Crenshaw County Schools to cut 39 employee positions
Published 2:43 pm Friday, May 20, 2011
The Crenshaw County Board of Education voted at Thursday night’s meeting to cut 20 teaching positions and 19 support positions from the school system before next school year.
“We’ve cut everything that we can, and there’s just no other money out there,” Superintendent Randy Wilkes told the board and a packed meeting room. “It’s not something that we want to do, but it’s something we have to do.”
One of the main causes leading up to this cut is the loss of federal stimulus funds.
Crenshaw County schools currently use a combined $1.148 million from America Reinvestment and Recovery Act funds and Jobs Bill funds.
That money will end on Sept. 30, 2011, and Wilkes said that no prior preparations were made to account for this known decrease in revenue.
“We kept on with the people we had, knowing that it would come to this,” he said.
The cutting of federal funds will cost the system six teaching units and “numerous” support personnel.
Another area affecting the number of teaching units is enrollment.
In 2007, the school system had an average daily attendance of 2,495.
That number decreased to 2,292 in 2010, but the overall number of employees has remained steady since 2006.
Some eight teaching units will be lost due to a decrease in enrollment of 118 students from the previous fiscal year, and an increase in classroom divisors by the state legislature will cost an additional three teaching units.

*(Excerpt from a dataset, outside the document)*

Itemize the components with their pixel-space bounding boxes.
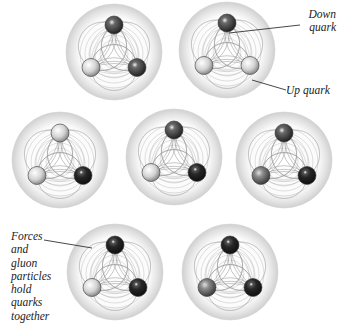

The uncertainty of Luverne School’s Adequate Yearly Progress status (AYP) is also a factor.
The school didn’t make AYP last year, and another failure to make AYP this year would result in sanctions.
However, the scores won’t be released until August, and action must be taken before the end of the current school year.
Wilkes said that the school system has no choice but to assume the worst case scenario that Luverne will enter School Improvement and cut three teaching units.
For support personnel, fewer students are eating in the school lunchroom because of decreased enrollment and an undetermined number of lunchroom workers will be released.
Wilkes also noted that Crenshaw County has one of the highest costs per-student, per-day for transportation in the state at $7.20.
With the state legislature’s cut of transportation budgets, that will result in the loss of seven bus driver positions.
Wilkes said later that the school system has wiped the board clean in regards to bus routes and transportation.
“We had some redundancy and overlapping of bus routes,” he said, which led to a complete overhaul of the school’s transportation system.
Wilkes also said that arriving at the decision to cut employees was tough.
“There’s not a single one of those employees that didn’t do a good job for us,” Wilkes said. “We’re devastated.”
The measure passed unanimously.
Of the employees affected, nearly all were non-tenured.
Wilkes said there will be some shuffling around of personnel, but those should be limited to within each school and shouldn’t require intra-district transfers.
Despite the drastic cut, Wilkes said the school systems is looking to keep improving.
“We’re not going to sit back and let the children suffer,” he said. “We will forge ahead.”
Class size is always a concern when reducing the number of employees.
However, Wilkes said the school system kept that in mind.
“Class sizes may go up, but I don’t think we’ll see 35-40 kids in a classroom,” he said. “I think 28-30 is a possibility, but not much more than that.”